The area was opened to settlers in 1768 following the signing of the Treaty of Fort Stanwix.

One of the first buildings in the Jacobs Creek settlement was the old log Jacobs Creek Methodist Episcopal Church, built in 1817.

In December 1907, an explosion at the Darr Mine killed 239 men and boys from Jacobs Creek and the nearby settlement of Van Meter.

References

  1. ^ "Jacobs Creek". Geographic Names Information System. United States Geological Survey, United States Department of the Interior.
  2. ^ United States Postal Service. "USPS - Look Up a ZIP Code". Retrieved May 28, 2017.
  3. ^ "Postmaster Finder - Post Offices by ZIP Code". United States Postal Service. Archived from the original on October 17, 2020. Retrieved May 28, 2017.
  4. ^ Albert, George Dallas (1882). History of the County of Westmoreland, Pennsylvania. Vol. 1. Philadelphia, Pennsylvania: L. H. Everts & Company. p. 436. OCLC 228302731.
  5. ^ Albert 1882, p. 177
  6. ^ Fisher, John S. (1927). "Colonel John Armstrong's Expedition against Kittanning". The Pennsylvania Magazine of History and Biography. 51 (1).
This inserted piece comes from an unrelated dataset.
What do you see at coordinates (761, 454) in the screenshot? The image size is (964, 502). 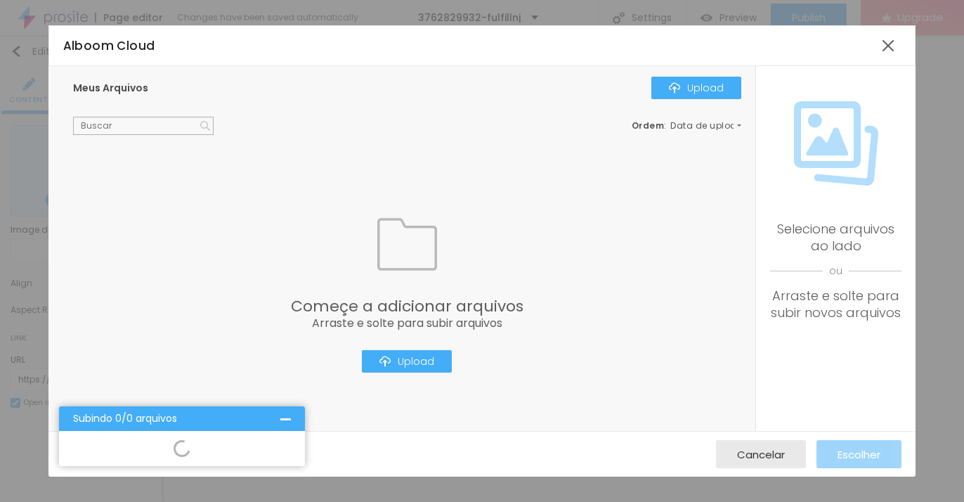 I see `button: Cancelar` at bounding box center [761, 454].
Historical Society of Pennsylvania: 1–14, pages 11–12. JSTOR 20086627.
  7. ^ Vivian, Cassandra (2014). Hidden History of the Laurel Highlands. Charleston, South Carolina: Arcadia Publishing. p. 53. ISBN 978-1-62585-222-9.
  8. ^ Albert 1882, p. 681
  9. ^ Jacobs Creek Methodist Episcopal Church (1938). One hundred twenty-first anniversary. Scottdale, Pennsylvania. p. 3. OCLC 81088506.{{cite book}}: CS1 maint: location missing publisher (link)
  10. ^ Vivian 2014, p. 30
  11. ^ "Mine Explosion Entombs 250 Men" (PDF). The New York Times. December 20, 1907. pp. 1, 2. Retrieved December 19, 2022.